A new study comparing 100,000 people to AI models like GPT-4 found that AI now matches or exceeds average human performance on certain creativity tests. However, the research also confirmed that the most creative humans still significantly outperform even the best AI systems.
📈 PRODUCTION MASTERY
A growing number of brands are extending payment terms for creators and freelancers well beyond the typical 30 days. Talent agencies report seeing more Net-60 and Net-90 windows, creating unsustainable cash flow challenges for independent creative businesses.

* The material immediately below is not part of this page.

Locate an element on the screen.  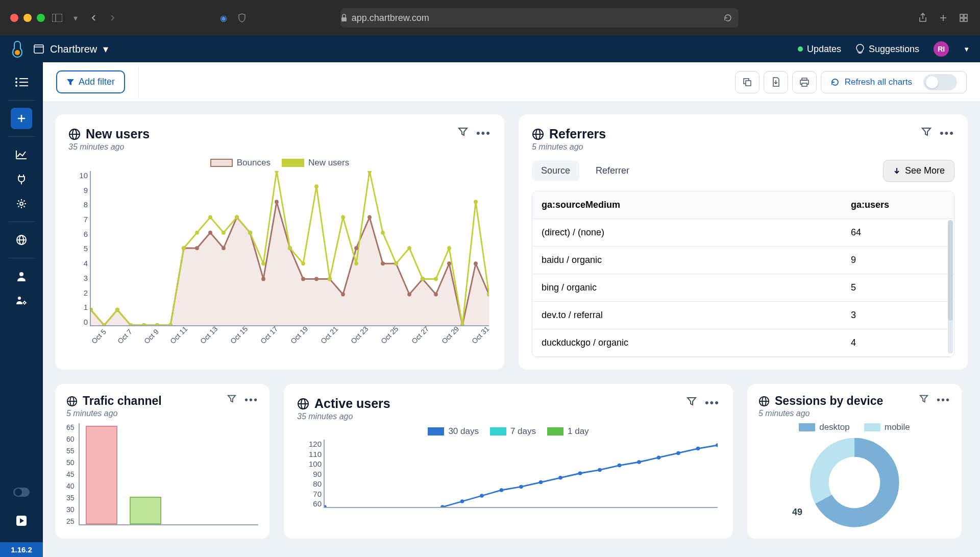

A coalition of music publishers including UMG and Concord has filed a new $3 billion lawsuit against AI firm Anthropic. The suit alleges the company used pirated lyrics from over 20,000 songs to train its Claude models, escalating the legal fight over copyrighted training data.
🎭 CREATOR ECONOMY
Wikipedia has signed commercial deals with major AI companies including Meta, Microsoft, and Amazon. The agreements require them to pay for high-volume API access to its content for training models, a shift from the previous era of free, large-scale data scraping.
Apple will require all Patreon subscriptions made through the iOS app to use its in-app purchase system by November 1, 2026. The change means Apple will take a 15-30% commission, forcing creators to either absorb the fee or raise their prices on iOS.